As a candidate, Obama opposed the use of "enhanced interrogation techniques," which he called torture, and described Guantanamo Bay as a recruiting tool for al-Qaida. In 2009, his attorney general, Eric Holder, reopened criminal investigations of CIA interrogators who had been investigated previously but, for good reason, were not charged.
Yet in the white paper, Holder's Justice Department signed off on Obama's or "an informed high-level" official's ordering the death of Americans who pose an "imminent threat" abroad. The paper also loosened the definition of "imminent threat."
"What's the greater deprivation of liberties," asked University of California, Berkeley law professor John Yoo -- who wrote some of the Bush Justice Department's legal opinions that authorized CIA use of enhanced interrogation techniques -- waterboarding or incinerating?

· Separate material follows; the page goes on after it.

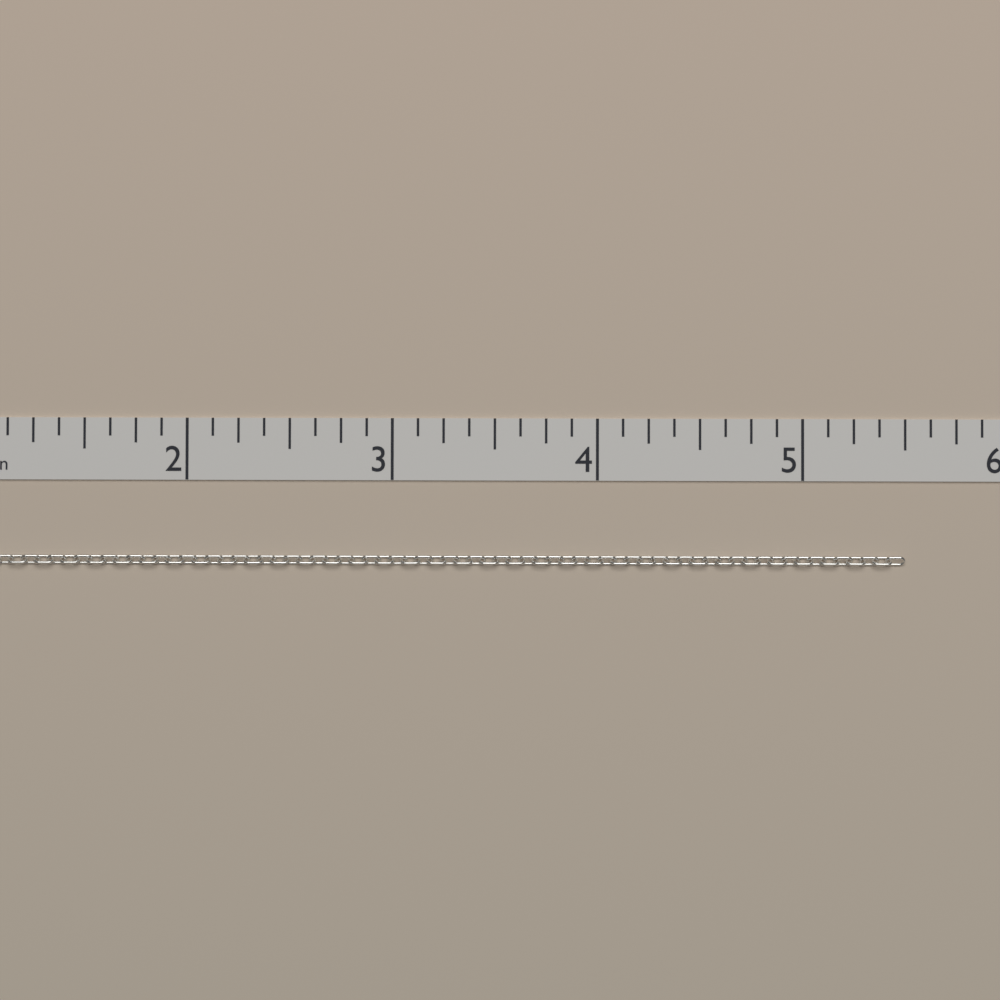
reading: 5.500 in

I'd say the latter. I'd add that the CIA waterboarded three top al-Qaida detainees and then stopped the practice in 2003. The apoplectic left demanded investigations and prosecutions.

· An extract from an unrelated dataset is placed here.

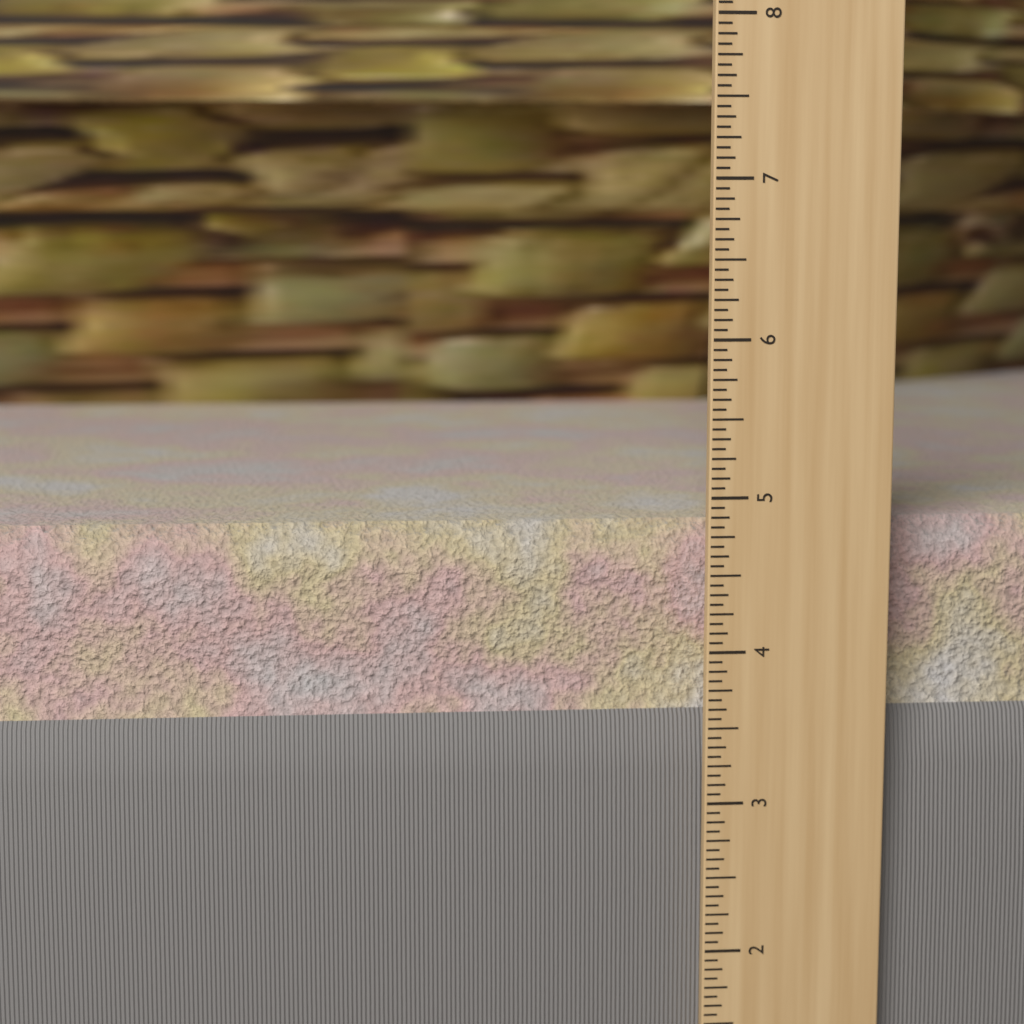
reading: 4.8125 in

Those concerned about the Bush policies, ACLU attorney Hina Shamsi noted, "should be just as concerned, if not more, with (the paper's) claim of expansive killing authority far from any battlefield."
Under Obama, The New York Times reports, U.S. drone attacks have killed at least 24 people in Yemen in this year alone. Some were innocent. Yet there have been no congressional hearings.
After the 2011 drone strike in Yemen that killed three Americans -- al-Qaida operative Anwar al-Awlaki, his 16-year-old son and radical cleric Samir Khan -- Senate committees requested an explanation. In June, the Department of Justice responded with this unclassified document.